Show Up, Communicate, and Modulate: A Smarter Approach to Strength Training
In a perfect world, we enter into our strength training workout ready to attack. We’ve had many nights of restful sleep, our body feels great, work stress is at an all-time low, and we are truly excited about the idea of reaching muscle failure on the leg press.
But we don’t live in a perfect world.
We have nights of poor sleep.
Our knee pain is really acting up.
The weight of the world is on our mind and shoulders.
So what do we do?
At Discover Strength, the answer is simple: Show up. Communicate. Modulate.
1. Show Up
Late last week, I trained at our Chicago River North location. The session was scheduled for 6:00pm after a daylong meeting. I had been looking forward to the workout all week. But as the day unfolded, I wasn’t at my best.
I was stressed about several things. I was dealing with a lingering two-day migraine. And I had a 24-mile run scheduled for 5:30am the next morning. As 6:00pm approached, canceling seemed reasonable.
Instead, I showed up.
One of my favorite clichés comes to mind: “The world is run by those who show up.”
Walking through the door is often the hardest part. But showing up keeps the habit intact. It reinforces identity. And more often than not, you leave feeling better than when you arrived.
2. Communicate
When I arrived, I told my Exercise Physiologist exactly where I was at that day: stressed, not sleeping optimally, managing a migraine, and preparing for a long run the next morning.
This is critical.
Your workout is not performed in isolation. Sleep, stress, pain, training volume, and life circumstances all influence how your body responds to exercise. The more your Exercise Physiologist understands your current state, the more precisely they can guide the session.
Communication isn’t a sign of weakness. It’s a prerequisite for intelligent training.
3. Modulate
At Discover Strength, intensity matters. Training to muscle failure is foundational to productive strength training. But intensity is not rigid. It’s adjusted strategically.
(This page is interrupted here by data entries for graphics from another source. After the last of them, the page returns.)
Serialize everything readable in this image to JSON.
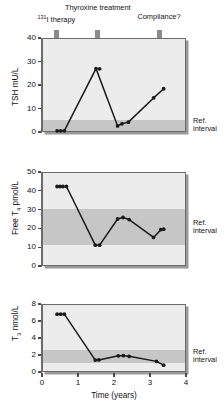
{
  "annotations": [
    {
      "name": "i131-therapy",
      "html_prefix": "131",
      "label": "I therapy",
      "x_year": 0.4
    },
    {
      "name": "thyroxine",
      "html_prefix": "",
      "label": "Thyroxine treatment",
      "x_year": 1.55
    },
    {
      "name": "compliance",
      "html_prefix": "",
      "label": "Compliance?",
      "x_year": 3.25
    }
  ],
  "ref_label_line1": "Ref.",
  "ref_label_line2": "interval",
  "xaxis": {
    "label": "Time (years)",
    "ticks": [
      0,
      1,
      2,
      3,
      4
    ],
    "min": 0,
    "max": 4
  },
  "colors": {
    "plot_bg": "#ececec",
    "ref_band": "#c6c6c6",
    "axis": "#6b6b6b",
    "data": "#1a1a1a",
    "arrow": "#8c8c8c",
    "shadow": "#9a9a9a"
  },
  "chart_data": [
    {
      "type": "line",
      "name": "tsh-panel",
      "title": "",
      "xlabel": "",
      "ylabel": "TSH mU/L",
      "ylabel_plain": "TSH mU/L",
      "xlim": [
        0,
        4
      ],
      "ylim": [
        0,
        40
      ],
      "yticks": [
        0,
        10,
        20,
        30,
        40
      ],
      "grid": false,
      "reference_interval": [
        0.4,
        4.8
      ],
      "reference_label": "Ref. interval",
      "x": [
        0.42,
        0.52,
        0.62,
        1.5,
        1.6,
        2.1,
        2.22,
        2.4,
        3.1,
        3.38
      ],
      "y": [
        0.5,
        0.5,
        0.5,
        27.0,
        26.9,
        2.6,
        3.5,
        4.2,
        14.5,
        18.4
      ],
      "series": [
        {
          "name": "TSH",
          "values": [
            0.5,
            0.5,
            0.5,
            27.0,
            26.9,
            2.6,
            3.5,
            4.2,
            14.5,
            18.4
          ]
        }
      ],
      "segments": [
        [
          0,
          1
        ],
        [
          1,
          2
        ],
        [
          2,
          3
        ],
        [
          3,
          5
        ],
        [
          5,
          6
        ],
        [
          6,
          7
        ],
        [
          7,
          8
        ],
        [
          8,
          9
        ]
      ]
    },
    {
      "type": "line",
      "name": "free-t4-panel",
      "title": "",
      "xlabel": "",
      "ylabel": "Free T4 pmol/L",
      "ylabel_plain": "Free T",
      "ylabel_sub": "4",
      "ylabel_suffix": " pmol/L",
      "xlim": [
        0,
        4
      ],
      "ylim": [
        0,
        50
      ],
      "yticks": [
        0,
        10,
        20,
        30,
        40,
        50
      ],
      "grid": false,
      "reference_interval": [
        10.8,
        30.0
      ],
      "reference_label": "Ref. interval",
      "x": [
        0.42,
        0.5,
        0.58,
        0.68,
        1.48,
        1.6,
        2.1,
        2.25,
        2.42,
        3.1,
        3.3,
        3.38
      ],
      "y": [
        42.3,
        42.3,
        42.3,
        42.3,
        11.1,
        11.1,
        25.0,
        25.8,
        24.7,
        15.2,
        19.3,
        19.6
      ],
      "series": [
        {
          "name": "Free T4",
          "values": [
            42.3,
            42.3,
            42.3,
            42.3,
            11.1,
            11.1,
            25.0,
            25.8,
            24.7,
            15.2,
            19.3,
            19.6
          ]
        }
      ],
      "segments": [
        [
          0,
          3
        ],
        [
          3,
          4
        ],
        [
          4,
          5
        ],
        [
          5,
          6
        ],
        [
          6,
          7
        ],
        [
          7,
          8
        ],
        [
          8,
          9
        ],
        [
          9,
          10
        ],
        [
          10,
          11
        ]
      ]
    },
    {
      "type": "line",
      "name": "t3-panel",
      "title": "",
      "xlabel": "Time (years)",
      "ylabel": "T3 nmol/L",
      "ylabel_plain": "T",
      "ylabel_sub": "3",
      "ylabel_suffix": " nmol/L",
      "xlim": [
        0,
        4
      ],
      "ylim": [
        0,
        8
      ],
      "yticks": [
        0,
        2,
        4,
        6,
        8
      ],
      "grid": false,
      "reference_interval": [
        1.0,
        2.6
      ],
      "reference_label": "Ref. interval",
      "x": [
        0.42,
        0.52,
        0.62,
        1.48,
        1.58,
        2.12,
        2.26,
        2.42,
        3.18,
        3.38
      ],
      "y": [
        6.8,
        6.8,
        6.8,
        1.4,
        1.42,
        1.9,
        1.92,
        1.85,
        1.25,
        0.8
      ],
      "series": [
        {
          "name": "T3",
          "values": [
            6.8,
            6.8,
            6.8,
            1.4,
            1.42,
            1.9,
            1.92,
            1.85,
            1.25,
            0.8
          ]
        }
      ],
      "segments": [
        [
          0,
          1
        ],
        [
          1,
          2
        ],
        [
          2,
          3
        ],
        [
          3,
          4
        ],
        [
          4,
          5
        ],
        [
          5,
          6
        ],
        [
          6,
          7
        ],
        [
          7,
          8
        ],
        [
          8,
          9
        ]
      ]
    }
  ]
}
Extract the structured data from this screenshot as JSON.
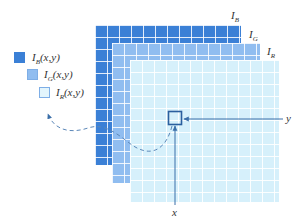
{
  "diagram": {
    "layers": [
      {
        "id": "B",
        "label_base": "I",
        "label_sub": "B",
        "color": "#3b80d6"
      },
      {
        "id": "G",
        "label_base": "I",
        "label_sub": "G",
        "color": "#90bdf0"
      },
      {
        "id": "R",
        "label_base": "I",
        "label_sub": "R",
        "color": "#d6f0fb"
      }
    ],
    "legend": [
      {
        "base": "I",
        "sub": "B",
        "args": "(x,y)",
        "color": "#3b80d6"
      },
      {
        "base": "I",
        "sub": "G",
        "args": "(x,y)",
        "color": "#90bdf0"
      },
      {
        "base": "I",
        "sub": "R",
        "args": "(x,y)",
        "color": "#e3f5fc"
      }
    ],
    "axes": {
      "x_label": "x",
      "y_label": "y",
      "axis_color": "#3a6ea8"
    },
    "highlight": {
      "description": "selected pixel (x,y)",
      "border_color": "#2b5f9e"
    },
    "connector": {
      "style": "dashed",
      "color": "#5b87b8"
    }
  }
}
In this case, we modulated the session. Lower-body exercises were reduced in intensity. We still performed them, but we did not push to the point of muscle failure. Upper-body exercises were trained hard, and after each movement there was a check-in—sometimes even during the set—to ensure the stimulus was appropriate.
That’s modulation.
We meet you where you are. Not where you were last week. Not where you wish you were. Where you are today.
Progress Doesn’t Require Perfection
I’ve never regretted a workout. And that session was exactly what I needed.
The lesson isn’t about one workout. It’s about your next one.
You don’t need perfect sleep.
You don’t need a stress-free day.
You don’t need everything to align.
You need three things:
Show up. Communicate. Modulate.
When you do, you give yourself the opportunity to make progress—no matter the circumstances. And over time, that consistency is what drives meaningful, measurable results. being together).